I need to call C libraries with python, and after some consideration it seemed CFFI would be most adequate for the kind of job. By now, however, I am thouroughly confused if I'm using it right, because some things seem to work as intended only on PyPy, while others seem to work only on Python3 (which PyPy doesn't support, as far as I know).
Here's the most basic code sample from the CFFI documentation:
>>> from cffi import FFI
>>> ffi = FFI()
>>> ffi.cdef("""
... int printf(const char *format, ...); // copy-pasted from the man page
... """)
>>> C = ffi.dlopen(None) # loads the entire C namespace
>>> arg = ffi.new("char[]", "world") # equivalent to C code: char arg[] = "world";
>>> C.printf("hi there, %s.\n", arg) # call printf
hi there, world.
17 # this is the return value
>>>
When running this code with Python3, I get the following error: TypeError: initializer for ctype 'char[]' must be a bytes or list or tuple, not str
Looking for the error, I found it as an issue that was fixed in January last year in PyPy. So I see if the thing runs with PyPy, and it does. Hooray!
However, already in the second example, I'm getting the problem in reverse:
# file "simple_example_build.py"
# Note: this particular example fails before version 1.0.2
# because it combines variadic function and ABI level.
from cffi import FFI
ffi = FFI()
ffi.set_source("_simple_example", None)
ffi.cdef("""
int printf(const char *format, ...);
""")
if __name__ == "__main__":
ffi.compile()
Running this in PyPy throws another error at me:
AttributeError: 'FFI' object has no attribute 'set_source'
Since the example states helpfully that it won't work on older versions, I checked my CFFI version: 1.2.1, everything's alright.
Finally I run the second example with Python3 instead of PyPy, and who would have thought, it does exactly what it's supposed to do.
Being new to Python, by now I don't really have a clue anymore what I am supposed to use, and why the examples from the same documentation only run on different versions of the language. And there's of course still the problem that I might just have configured something wrong (what with being new to Linux too), or that I should use another python version altogether. Could somebody shed some light on this?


**Problem to work on:** What you hand back must match the listing exactly.

**Data shown:**
..............................

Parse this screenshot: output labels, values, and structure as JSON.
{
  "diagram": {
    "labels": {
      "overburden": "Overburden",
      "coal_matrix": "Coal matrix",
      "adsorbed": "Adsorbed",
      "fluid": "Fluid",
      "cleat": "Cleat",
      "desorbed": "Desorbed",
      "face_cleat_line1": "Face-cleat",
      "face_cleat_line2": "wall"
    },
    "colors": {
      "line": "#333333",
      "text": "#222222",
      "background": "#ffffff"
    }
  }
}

..............................

**Reply to the task:**
Parse this screenshot: output labels, values, and structure as JSON.
{
  "diagram": {
    "labels": {
      "overburden": "Overburden",
      "coal_matrix": "Coal matrix",
      "adsorbed": "Adsorbed",
      "fluid": "Fluid",
      "cleat": "Cleat",
      "desorbed": "Desorbed",
      "face_cleat_line1": "Face-cleat",
      "face_cleat_line2": "wall"
    },
    "colors": {
      "line": "#333333",
      "text": "#222222",
      "background": "#ffffff"
    }
  }
}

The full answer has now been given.